Furthermore, the note ignores a key structural risk: electromagnetic interference (EMI) in dense copper bundles. Large AI clusters require hundreds of cables per rack. Copper is heavy, stiff, and creates heat management issues. Hyperscalers are already testing optical backplanes for next-gen racks. If a tech giant like Google announces a TPU pod using photonics, the copper narrative gets disrupted overnight. I remember how the 2020 BUSD depeg event collapsed certain stablecoin strategies because the assumptions about liquidity depth were wrong. The same fragility exists here.

Takeaway: The Only Constant Is Reassessment

So what should a DeFi-focused investor do? First, acknowledge that copper cables are a real short-term opportunity—I am not dismissing the $70B figure. But I am treating it as a tactical trade, not a strategic allocation. Second, use the institutional flow lens: watch for insider selling at copper suppliers, watch for optical module price drops, and watch for hyperscaler interconnect announcements. In my 2024 ETF flow analysis, I tracked daily net inflows to identify turning points. You can do the same with supply chain data: if copper exports from China surge, but optical module prices drop 10% month-over-month, the rotation is starting. Third, consider decentralized compute protocols like Akash or Render—they are infrastructure plays that benefit from AI demand but are not dependent on a single cable technology. They are the diversified baskets of the AI infrastructure narrative.

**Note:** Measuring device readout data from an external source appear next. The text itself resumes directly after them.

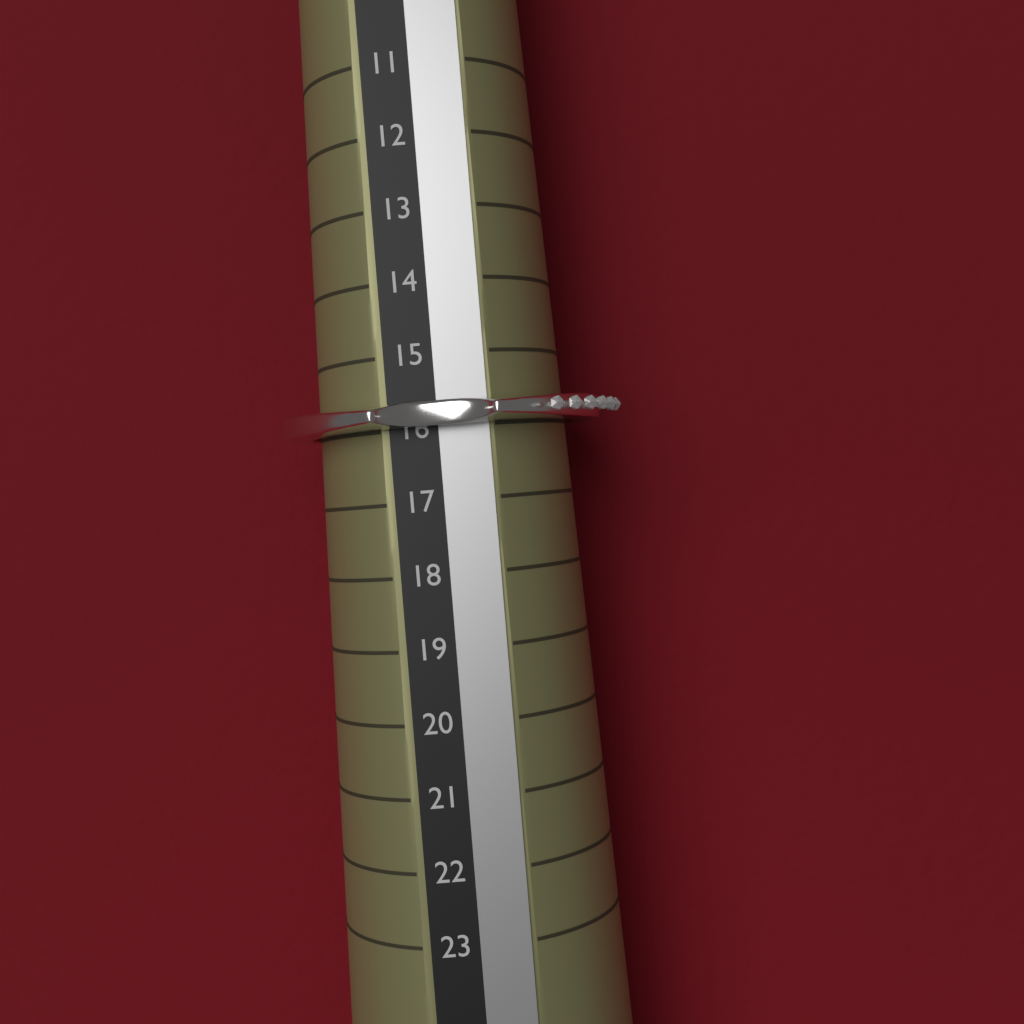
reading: 16 (no unit)
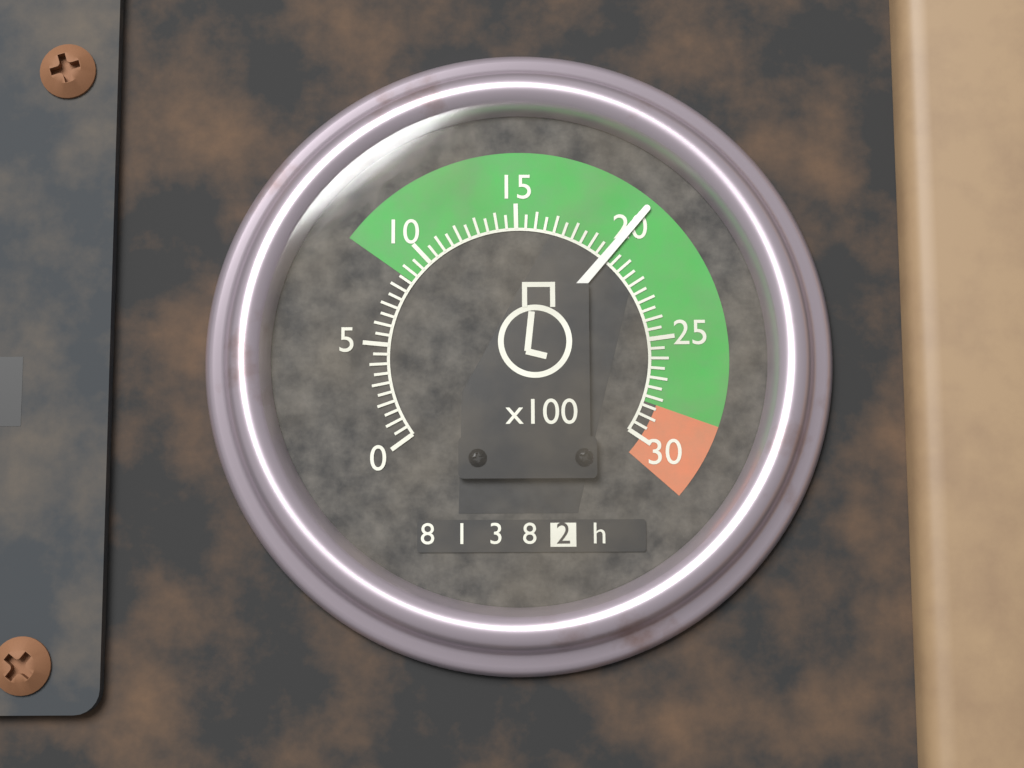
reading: 20.0 x100 rpm
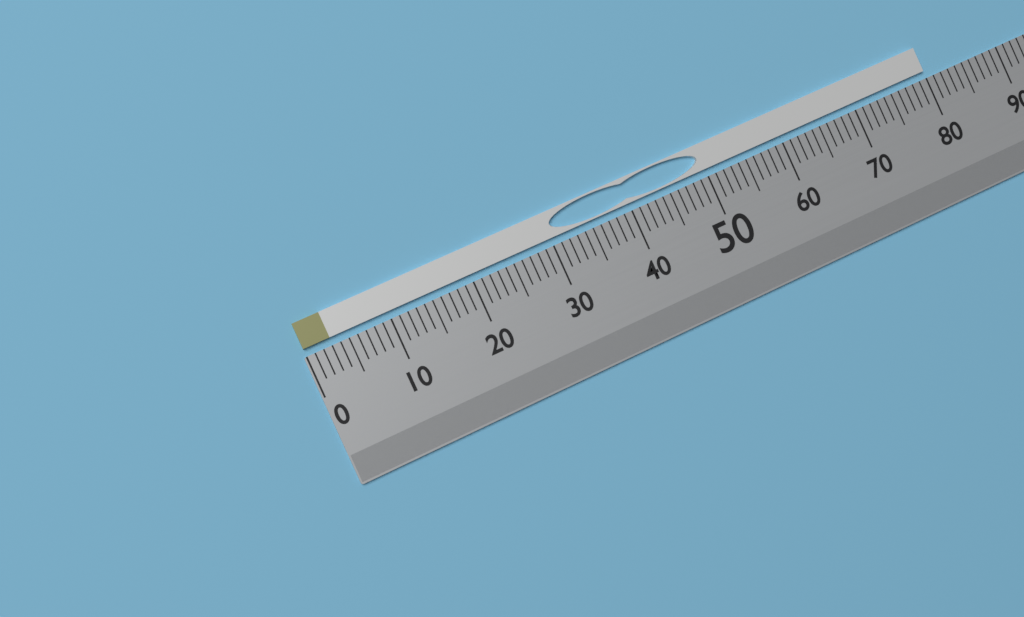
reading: 80 (no unit)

Trust is a variable; verification is a constant. Morgan Stanley’s note is a variable. The on-chain metrics of AI hardware adoption are constants. I will be watching the number of new AI clusters announced, the average interconnect length, and the adoption rate of 800G optics. When those numbers confirm the thesis, I will rebalance. Until then, I hold copper as a short-term position, with a stop-loss at the first sign of optical price parity.

yield farming is a metaphor here—the copper opportunity is a yield farm with high rewards but high impermanent loss from technology disruption. farm it, but don’t marry it.

The market will eventually price in the optical takeover. When it does, the copper story will look like the DeFi summer of 2020: exciting, profitable, but a historical footnote. The real question is whether you rotate before the music stops. Based on my battle-tested rules, the answer is clear: rotate at the first sign of change.

Forward-looking thought: The next 12 months will determine if copper cables are a stepping stone or a dead end. By Q3 2025, we will have clarity on 800G pricing and hyperscaler network designs. If you are long copper, set a calendar alert for November 2025 to review. The only permanent advantage is flexibility.